For UK IFAs and family offices specifically, this means:
- Senior Managers retain personal accountability for the firm's AI use, including the choice of provider and the deployment topology.
- Operational resilience requirements apply: the firm needs to be able to recover from a failure of the AI system without breaching regulatory obligations to customers.
- The Consumer Duty audit-trail expectations apply, as covered above.
- Outsourcing rules apply where the firm is relying on a third-party provider for material processing.
An on-premises deployment under a managed retainer reduces the outsourcing overhead because there is no third-party provider in the data-processing chain (in local-only mode). The retainer relationship is itself an outsourced service, but it is a familiar IT-support relationship rather than a regulated data-processing relationship.
Where to start
If you are an IFA or family office evaluating AI tooling and the data-sovereignty question is in the way, the next step is a free 30-minute scoping call. We work through the workflow mix, the back-office system, the regulatory overlay, and the data classes against your specific practice, and recommend a route.
The relevant service page is Private AI Concierge. The companion articles on local AI vs cloud AI and UK GDPR for AI assistants cover the supporting questions. For the FCA Consumer Duty angle in more depth, see our existing article on FCA Consumer Duty and AI.

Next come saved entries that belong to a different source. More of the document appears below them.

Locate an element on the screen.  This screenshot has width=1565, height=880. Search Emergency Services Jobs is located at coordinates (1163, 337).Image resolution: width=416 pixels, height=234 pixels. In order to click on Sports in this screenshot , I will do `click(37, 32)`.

Frequently asked questions
- Does the FCA require IFAs to use a specific kind of AI deployment?
- No. The FCA's position on AI is technology-neutral. The expectation is that firms apply the existing rulebook (SM&CR, Operational Resilience, Consumer Duty, outsourcing rules) to whatever AI deployment they choose. An on-premises deployment is not regulator-preferred over a cloud deployment, but it does reduce the outsourcing overhead because there is no third-party data processor in the chain in local-only mode.

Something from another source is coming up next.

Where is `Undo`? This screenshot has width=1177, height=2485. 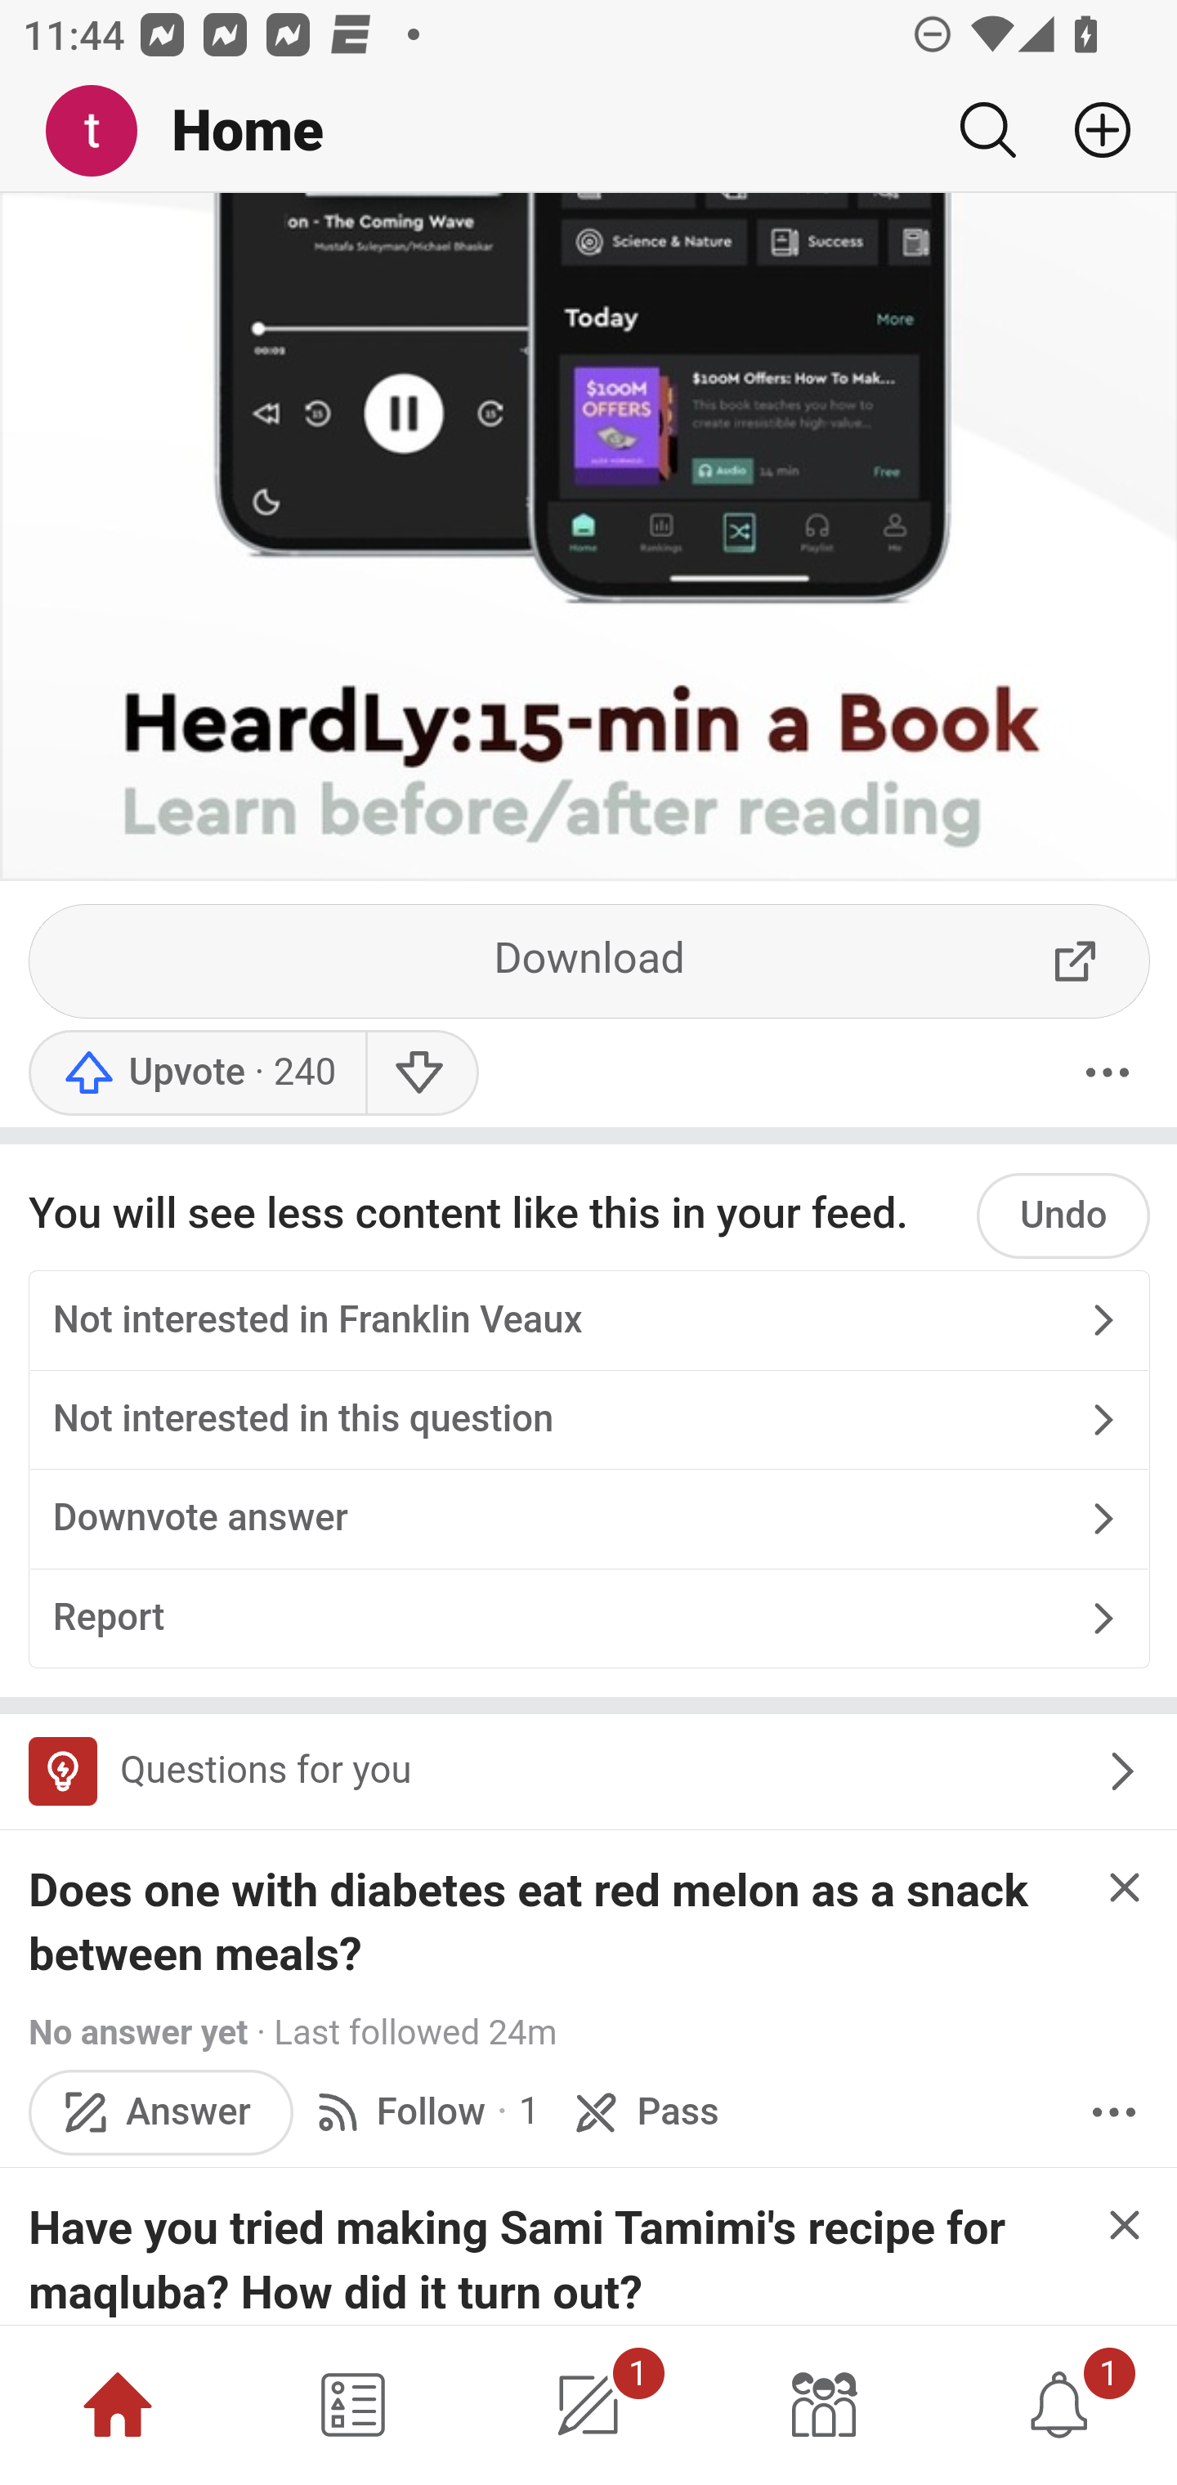 Undo is located at coordinates (1062, 1217).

- Can client suitability data be sent to a cloud LLM under a DPA?
- Technically yes, where the cloud provider offers a DPA at the appropriate enterprise tier and the firm has a UK-compliant transfer mechanism in place. Commercially, many UK IFAs find the procurement and audit-trail overhead high enough that the on-premises route is the simpler answer, particularly for smaller practices where a Senior Manager is personally accountable for the choice.
- Should a family office ever route data to a cloud AI?
- For client-identifiable, beneficial-ownership, or counterparty-sensitive data, no. For anonymised macroeconomic research or modelling over synthetic portfolios, the cloud route is appropriate and Hybrid mode handles it cleanly. The hybrid policy documents which data classes can route to cloud and which cannot, and forms part of the engagement record.
- What is the realistic productivity gain for an IFA practice?
- On the workflows we have seen across discovery engagements, a 5-adviser IFA practice typically recovers 6 to 10 fee-earning hours per week across the practice once the deployment is bedded in (approximately one to two hours per adviser per week). The largest sources are fact-find structured note-taking, suitability review preparation, and ongoing review notes. These are illustrative figures based on our scoping work; actual results depend on the practice and on the rigour of the staff change-management.
- Is on-premises AI cheaper than Claude.ai Team for a 5-adviser practice?
- No, on a pure cost-to-cost basis over 36 months. The retainer load on a local deployment is broadly fixed regardless of user count, while cloud cost scales per user. For a 5-adviser practice, on-premises is approximately GBP 18,000 to GBP 28,000 more expensive over 36 months than a cloud rollout. The honest framing is that the cost gap is the price of keeping the data on-site; firms should not buy on-premises AI to save money.